Dietary sources of palmitoleic acid include a variety of animal oils, vegetable oils, and marine oils. Macadamia Nuts, Macadamia oil (Macadamia integrifolia) and sea buckthorn oil (Hippophae rhamnoides) are botanical sources with high concentrations, containing 17% and 40% of palmitoleic acid, respectively.
IMPLICATIONS OF STUDIES
“We may later be able to turn the tables, in a sense, in the processes involved in pathological hypertrophy by administering a combination of fatty acids that occur in very high concentrations in the blood of digesting pythons,” said Dr. Stephen Secor, associate professor of biological sciences at UA and one of the paper’s co-authors. “This could trigger, perhaps, something more akin to the physiological form of hypertrophy.”

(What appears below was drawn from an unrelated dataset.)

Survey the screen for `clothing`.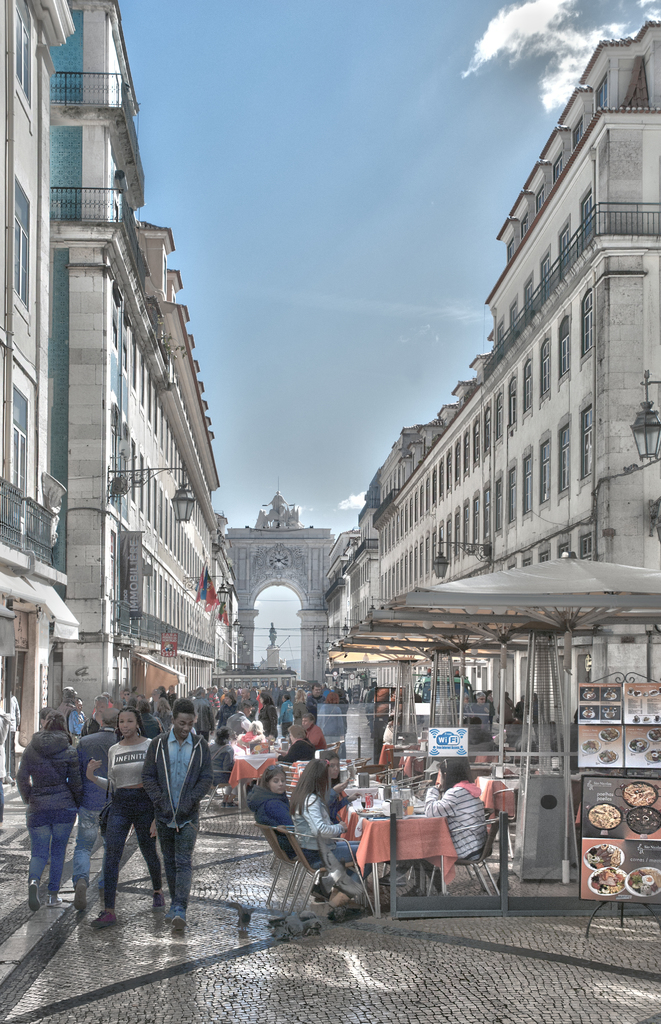
Survey found: {"left": 190, "top": 694, "right": 215, "bottom": 737}.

Related Research in Endogenous Fatty Acids
Research is limited in the area of endogenous fatty acids e.g., myristic acid (14:0), palmitic acid (16:0), palmitoleic acid (16:1 n7), vaccenic acid (18:1 n7), stearic acid (18:0), oleic acid (18:1 n9), and a related fatty acid, cis-7 hexadecenoic acid (16:1 n9). Several fatty acids that are end products of fatty acid synthesis are associated with SCA (sudden cardiac arrest) risk. see Endogenous red blood cell membrane fatty acids and sudden cardiac arrest.
Palmitoleic acid may improve hyperglycemia and hypertriglyceridemia by increasing insulin sensitivity, in part owing to suppressing proinflammatory gene expressions and improving hepatic lipid metabolism in diabetic mice.
Clearly more research is needed in this area.